The space agency yesterday opened the sample container in a live event, and the resulting tests of the rock have revealed shocking results!

In a release, NASA revealed that during a preliminary assessment conducted by the science team of the OSIRIS-REx mission, the samples collected from the surface of the Bennu Asteroid have high carbon content as well as water! Both of these indicate the presence of the building blocks of life!

NASA Administrator Bill Nelson said, “The OSIRIS-REx sample is the biggest carbon-rich asteroid sample ever delivered to Earth and will help scientists investigate the origins of life on our own planet for generations to come.”

This discovery was made during the preliminary tests and the scientific team will now conduct further studies on the carbon compound found in the asteroid sample. It underwent scanning under an electron microscope, infrared measurements, X-ray diffraction, and chemical element analysis. NASA said that the sample would be studied for decades to come, and it could hold the key to unlocking the mystery behind the formation of the solar system, how life came to be on Earth and how to avoid asteroid collisions.

“NASA missions like OSIRIS-REx will improve our understanding of asteroids that could threaten Earth while giving us a glimpse into what lies beyond. The sample has made it back to Earth, but there is still so much science to come – science like we’ve never seen before”, Nelson added.

Extra sample collected

NASA revealed that their intent was to collect 60 grams of asteroid samples.
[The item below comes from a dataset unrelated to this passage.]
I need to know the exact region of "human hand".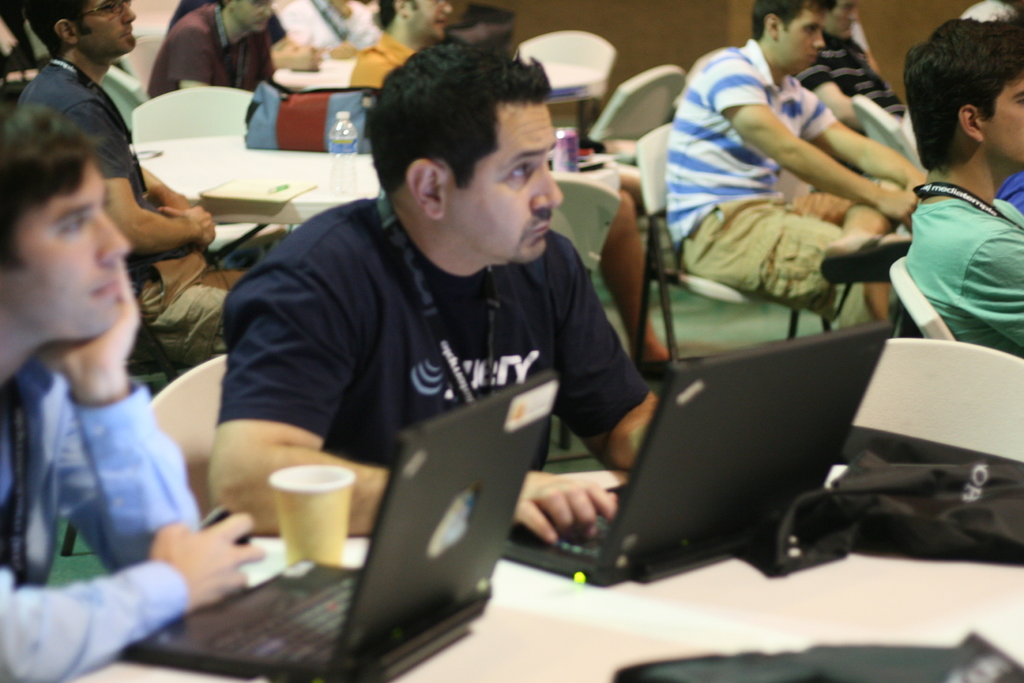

However, when the lid of the canister was opened, so much extra material was found that it slowed down the process of containing the primary sample in the clean room.

Vanessa Wyche, director, NASA Johnson Space Center, said, “We’ve had scientists and engineers working side-by-side for years to develop specialized gloveboxes and tools to keep the asteroid material pristine and to curate the samples so researchers now and decades from now can study this precious gift from the cosmos. ”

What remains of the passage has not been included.